California proposed its own plan for Colorado River cuts late Tuesday, setting up a possible conflict with the river basin’s six other states a day after they submitted a consensus plan for water conservation amid the West’s 23-year drought.
The California plan increases water cutbacks from Lake Mead if reservoir elevations decline and aims to prioritize water supplies for human health and safety. It says the six-states proposal violates the law of the Colorado River.
The state said it attempted to work with the six upstream states on a solution to the water shortage, but they couldn’t reach a consensus “despite numerous meetings and intensive good-faith efforts.” California’s proposal says it makes an attempt to “uphold the Law of the River” while making voluntary water use reductions beyond what’s legally necessary.
“California has done its part and is willing to do more, but it’s time for the other states to step up and create their own conservation programs that sustain the quality of life in their communities,” Jim Madaffer, vice chair of the Colorado River Board of California, said in a statement.
Rebecca Mitchell, Colorado’s commissioner to the Upper Colorado River Commission, said the six-states alternative is better because it would protect the Colorado River’s dams in a more balanced way.
“We are encouraged that there does appear to be recognition across the Basin of the need for much greater actions in the Lower Basin to address the long-term imbalance between supply and demand downstream of Lake Mead,” Mitchell said, referring to both the California and six-states proposals.
Representatives of the other five upstream states either declined to comment or didn’t immediately respond to a request for comment Wednesday.
California submitted its proposal to the Interior Department’s Bureau of Reclamation as the agency considers how to protect the hydropower stations at Glen Canyon and Hoover Dams on the Colorado River, which provides water to 40 million people from Denver to Los Angeles.
The bureau in December asked the seven Colorado River Basin states—California, Nevada, and Arizona in the Lower Basin, and Colorado, Wyoming, Utah, and New Mexico in the Upper Basin—to submit a plan by the end of January to cut water use from the river through 2024 to protect Glen Canyon and Hoover dams from declining reservoir levels.
If a bureau-approved consensus isn’t reached, bureau officials said they will consider mandating water cuts—a move the states are trying hard to avoid.
No Clear Resolution
The bureau didn’t answer questions Wednesday about how it would resolve the conflicting plans, but said that states complied with the agency’s request to submit their plans by the deadline.
“This collaborative supplemental process is our strongest immediate tool to help improve and protect the short-term sustainability of the Colorado River System by empowering the Bureau of Reclamation with additional alternatives and tools needed to address the likelihood of continued low-runoff conditions across the Basin over the next two years,” Interior Department spokesman Tyler Cherry said in a statement.
The bureau is updating 2007 interim drought contingency guidelines for Colorado River operations before they expire at the end of 2025 in order to conserve water and protect the dams as the drought wears on.
Reservoir levels in lakes Mead and Powell have recently dropped to historically low levels, forcing the bureau to cut downstream water deliveries and call for states to cut water use by up to 4 million acre-feet.

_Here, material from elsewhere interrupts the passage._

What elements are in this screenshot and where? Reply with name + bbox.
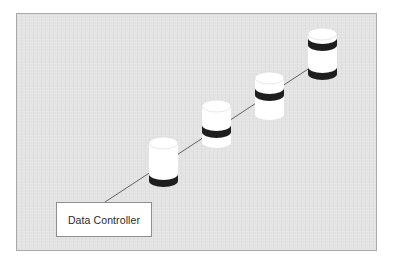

An acre-foot is the equivalent of one acre flooded by one foot of water.
California’s plan “provides a realistic and implementable framework to address reduced inflows and declining reservoir elevations by building on voluntary agreements and past collaborative efforts in order to minimize the risk of legal challenge or implementation delay,” the proposal says.
Salton Sea
The bureau’s draft environmental review of possible water cuts plans will be published this spring with a final version and decision to come over the summer, the bureau said.

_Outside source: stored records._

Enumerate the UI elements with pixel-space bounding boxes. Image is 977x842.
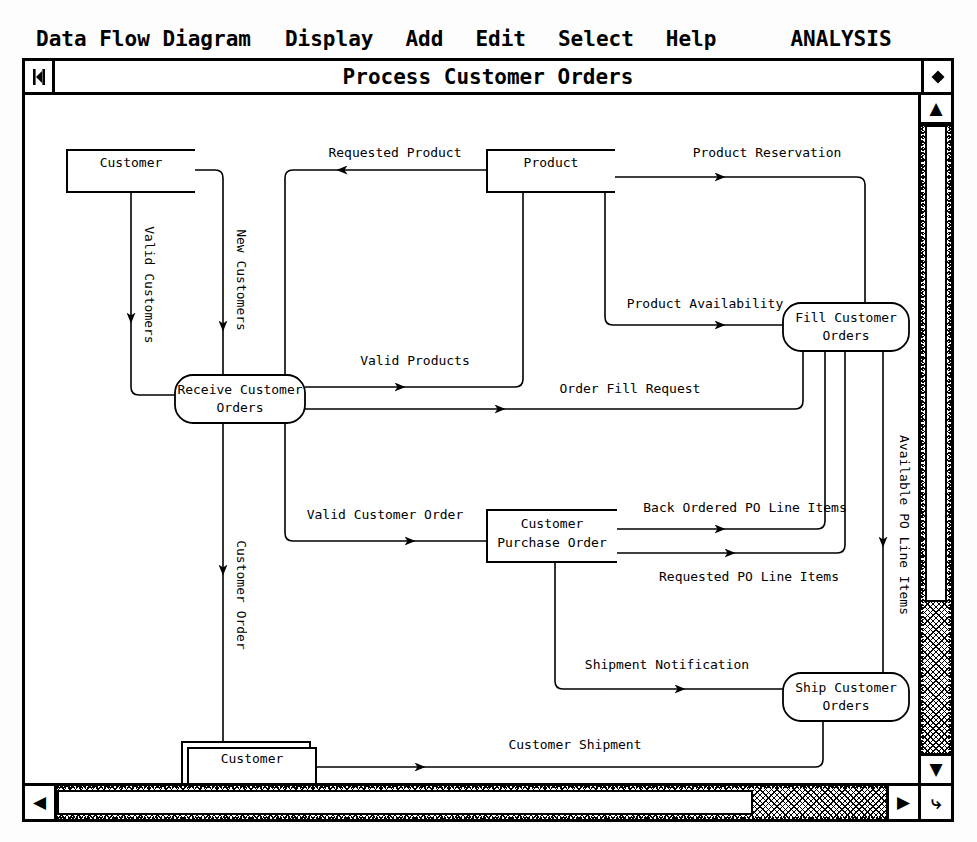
process-receive-label-line1: Receive Customer	[177, 382, 302, 397]
flow-label-valid-customers: Valid Customers	[142, 226, 157, 343]
entity-customer-bottom-label: Customer	[221, 751, 284, 766]
flow-label-valid-customer-order: Valid Customer Order	[307, 507, 464, 522]
store-customer-purchase-order[interactable]: Customer Purchase Order	[487, 510, 617, 562]
flow-order-fill-request-seg	[505, 351, 803, 409]
menu-edit[interactable]: Edit	[475, 27, 526, 51]
horizontal-scroll-thumb[interactable]	[57, 790, 753, 815]
flow-requested-po-seg	[735, 351, 845, 553]
scroll-left-button[interactable]: ◀	[25, 786, 57, 819]
flow-requested-product-seg1	[285, 170, 337, 375]
horizontal-scrollbar[interactable]: ◀ ▶	[25, 783, 918, 819]
diagram-canvas[interactable]: Customer Product Customer Purchase Order	[25, 95, 918, 783]
window-resize-grip[interactable]: ⤷	[918, 783, 951, 819]
window-menu-icon[interactable]	[25, 61, 55, 92]
process-fill-label-line2: Orders	[823, 328, 870, 343]
process-ship-customer-orders[interactable]: Ship Customer Orders	[783, 673, 909, 721]
dfd-svg: Customer Product Customer Purchase Order	[25, 95, 918, 783]
triangle-right-icon: ▶	[897, 794, 910, 811]
vertical-scroll-thumb[interactable]	[925, 125, 947, 602]
window-maximize-icon[interactable]	[921, 61, 951, 92]
process-fill-customer-orders[interactable]: Fill Customer Orders	[783, 303, 909, 351]
window-title-bar: Process Customer Orders	[25, 61, 951, 95]
window-title: Process Customer Orders	[55, 61, 921, 92]
menu-display[interactable]: Display	[285, 27, 374, 51]
store-product[interactable]: Product	[487, 150, 615, 192]
mode-indicator: ANALYSIS	[790, 27, 891, 51]
store-cpo-label-line2: Purchase Order	[497, 535, 607, 550]
menu-select[interactable]: Select	[558, 27, 634, 51]
process-receive-label-line2: Orders	[217, 400, 264, 415]
store-customer-top[interactable]: Customer	[67, 150, 195, 192]
store-product-label: Product	[524, 155, 579, 170]
flow-label-order-fill-request: Order Fill Request	[560, 381, 701, 396]
flow-label-new-customers: New Customers	[234, 229, 249, 331]
entity-customer-bottom[interactable]: Customer	[182, 742, 316, 783]
flow-label-shipment-notification: Shipment Notification	[585, 657, 749, 672]
triangle-up-icon: ▲	[929, 100, 942, 117]
diagram-window: Process Customer Orders	[22, 58, 954, 822]
resize-corner-icon: ⤷	[931, 794, 941, 812]
store-customer-top-label: Customer	[100, 155, 163, 170]
flow-label-customer-order: Customer Order	[234, 540, 249, 650]
flow-label-product-availability: Product Availability	[627, 296, 784, 311]
process-fill-label-line1: Fill Customer	[795, 310, 897, 325]
application-window: Data Flow Diagram Display Add Edit Selec…	[0, 0, 977, 842]
flow-label-product-reservation: Product Reservation	[693, 145, 842, 160]
store-cpo-label-line1: Customer	[521, 516, 584, 531]
menu-help[interactable]: Help	[666, 27, 717, 51]
vertical-scrollbar[interactable]: ▲ ▼	[918, 95, 951, 783]
flow-valid-customer-order-seg1	[285, 423, 325, 541]
flow-new-customers-seg1	[195, 170, 223, 275]
flow-product-reservation-seg	[725, 177, 865, 303]
flow-label-requested-product: Requested Product	[328, 145, 461, 160]
horizontal-scroll-track[interactable]	[57, 786, 886, 819]
process-ship-label-line1: Ship Customer	[795, 680, 897, 695]
menu-add[interactable]: Add	[405, 27, 443, 51]
flow-label-available-po-line-items: Available PO Line Items	[897, 435, 912, 615]
flow-label-back-ordered-po-line-items: Back Ordered PO Line Items	[643, 500, 847, 515]
process-receive-customer-orders[interactable]: Receive Customer Orders	[175, 375, 305, 423]
scroll-down-button[interactable]: ▼	[921, 753, 951, 783]
flow-label-requested-po-line-items: Requested PO Line Items	[659, 569, 839, 584]
flow-label-customer-shipment: Customer Shipment	[508, 737, 641, 752]
vertical-scroll-track[interactable]	[921, 125, 951, 753]
triangle-down-icon: ▼	[929, 761, 942, 778]
menu-data-flow-diagram[interactable]: Data Flow Diagram	[36, 27, 251, 51]
triangle-left-icon: ◀	[33, 794, 46, 811]
process-ship-label-line2: Orders	[823, 698, 870, 713]
menu-bar: Data Flow Diagram Display Add Edit Selec…	[0, 22, 977, 56]
flow-label-valid-products: Valid Products	[360, 353, 470, 368]
scroll-up-button[interactable]: ▲	[921, 95, 951, 125]
scroll-right-button[interactable]: ▶	[886, 786, 918, 819]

The impact of the decision to cut water use from the river could be wide-ranging, hurting farmers and affecting air quality in southern California’s Imperial Valley.

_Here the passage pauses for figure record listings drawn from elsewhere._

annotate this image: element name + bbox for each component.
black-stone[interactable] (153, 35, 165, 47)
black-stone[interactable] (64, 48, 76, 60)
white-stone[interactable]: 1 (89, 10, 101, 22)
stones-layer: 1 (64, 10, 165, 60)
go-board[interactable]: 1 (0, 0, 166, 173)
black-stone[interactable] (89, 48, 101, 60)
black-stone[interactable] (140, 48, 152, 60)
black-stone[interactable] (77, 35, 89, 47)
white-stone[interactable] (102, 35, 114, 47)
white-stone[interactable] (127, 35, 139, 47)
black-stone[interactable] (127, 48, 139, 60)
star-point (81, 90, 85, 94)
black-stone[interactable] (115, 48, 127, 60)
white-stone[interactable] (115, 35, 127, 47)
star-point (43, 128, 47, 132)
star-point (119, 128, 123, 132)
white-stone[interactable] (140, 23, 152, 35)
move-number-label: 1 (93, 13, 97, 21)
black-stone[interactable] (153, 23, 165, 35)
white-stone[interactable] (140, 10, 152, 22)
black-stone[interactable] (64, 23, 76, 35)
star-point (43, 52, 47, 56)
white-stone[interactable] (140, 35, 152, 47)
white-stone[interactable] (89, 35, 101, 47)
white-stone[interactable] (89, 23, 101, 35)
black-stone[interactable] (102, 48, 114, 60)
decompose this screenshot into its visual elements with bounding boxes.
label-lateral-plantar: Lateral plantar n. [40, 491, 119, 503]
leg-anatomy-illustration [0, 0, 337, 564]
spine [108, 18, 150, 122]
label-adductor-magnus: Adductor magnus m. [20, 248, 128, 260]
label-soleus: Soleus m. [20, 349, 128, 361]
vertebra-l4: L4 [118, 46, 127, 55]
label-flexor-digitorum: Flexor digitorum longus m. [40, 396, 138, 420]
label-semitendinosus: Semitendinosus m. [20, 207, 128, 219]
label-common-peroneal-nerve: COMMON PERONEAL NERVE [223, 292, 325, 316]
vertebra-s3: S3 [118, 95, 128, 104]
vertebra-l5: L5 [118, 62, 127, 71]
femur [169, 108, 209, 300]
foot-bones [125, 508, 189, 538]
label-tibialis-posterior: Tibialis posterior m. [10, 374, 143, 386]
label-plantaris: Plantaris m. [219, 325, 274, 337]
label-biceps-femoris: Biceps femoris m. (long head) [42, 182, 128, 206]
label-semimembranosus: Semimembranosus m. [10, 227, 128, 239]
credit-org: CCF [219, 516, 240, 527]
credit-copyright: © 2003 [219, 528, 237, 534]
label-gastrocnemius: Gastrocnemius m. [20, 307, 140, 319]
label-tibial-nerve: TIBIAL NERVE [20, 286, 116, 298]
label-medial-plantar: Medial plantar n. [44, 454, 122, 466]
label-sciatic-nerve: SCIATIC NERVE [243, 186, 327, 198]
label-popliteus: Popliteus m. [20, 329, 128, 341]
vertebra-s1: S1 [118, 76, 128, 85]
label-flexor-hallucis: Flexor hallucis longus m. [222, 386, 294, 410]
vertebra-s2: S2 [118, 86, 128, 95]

Dust from the bed of the receding river-dependent Salton Sea affects air quality and can harm public health in communities around the sea if water supplies to the Imperial Irrigation District are further reduced, said Alene Taber, counsel for Hanson Bridgett LLP in Los Angeles.
“This is an environmental justice community,” said Taber, who previously represented Imperial County and the Imperial County Air Pollution Control District. “If the Bureau of Reclamation gets involved, then I think they’re really going to slash what goes to Imperial Irrigation District.”